If you were fortunate to lock in a mortgage in June 2003, you could have received a 5.2 percent, 30-year fixed-rate loan, the lowest rate in a generation. As recently as June 2005, a five-year adjustable mortgage averaged about 5 percent.

In addition to the higher rates, Americans took cash out of their house from sales, home-equity loans or refinancing. From 1991 to 2005, property owners extracted about $530 billion annually, spending about $66 billion a year on personal expenditures, according to a Federal Reserve study. Millions who were banking on endless appreciation are now finding they are deeper in debt, with little equity.

Looking abroad


What if your home equity doesn't grow through market appreciation? Wouldn't that damage nest eggs for those whose largest source of wealth is the value of their house?

Diversifying away from the U.S. home, stock and bond markets is a reasonable alternative to build wealth.

With non-U.S. stocks, you can also profit from the falling value of the dollar relative to other currencies.

Companies that pay consistent dividends in growing economies are worth considering. Dividends are earnings that are paid back to shareholders and are bonuses only from the healthiest, established corporations.

The Alpine Global Dynamic Dividend Fund invests 80 percent of its assets in companies that pay dividends. This year, the new closed-end fund has beaten the Standard & Poor's 500 Index by about 11 percentage points through July 5, with a 12 percent return.

No guarantees


A more established choice is the Fidelity International Discovery Fund, which focuses on non-U.S. stocks that pay dividends and show potential for capital appreciation. The fund, which is part of my 401(k), was up 14 percent through July 5.

None of these returns is guaranteed and you need to understand they carry additional currency and market risk. They should be long-term holdings.

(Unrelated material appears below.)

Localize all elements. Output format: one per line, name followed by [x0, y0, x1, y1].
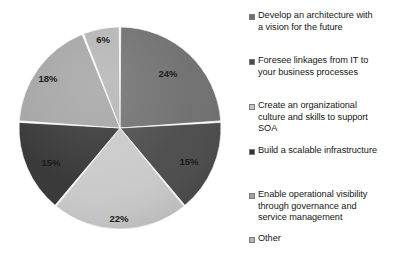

Who would have thought that building home equity in the U.S. was risky?

Yet millions believed that their domicile's nest egg was assured and provided a firm foundation for retirement. It's still likely that in many markets, you won't lose much, if any, home equity, provided the current downturn isn't prolonged or severe.

The best strategy is to ensure you are getting growth from somewhere. For that, you may have to look far from home.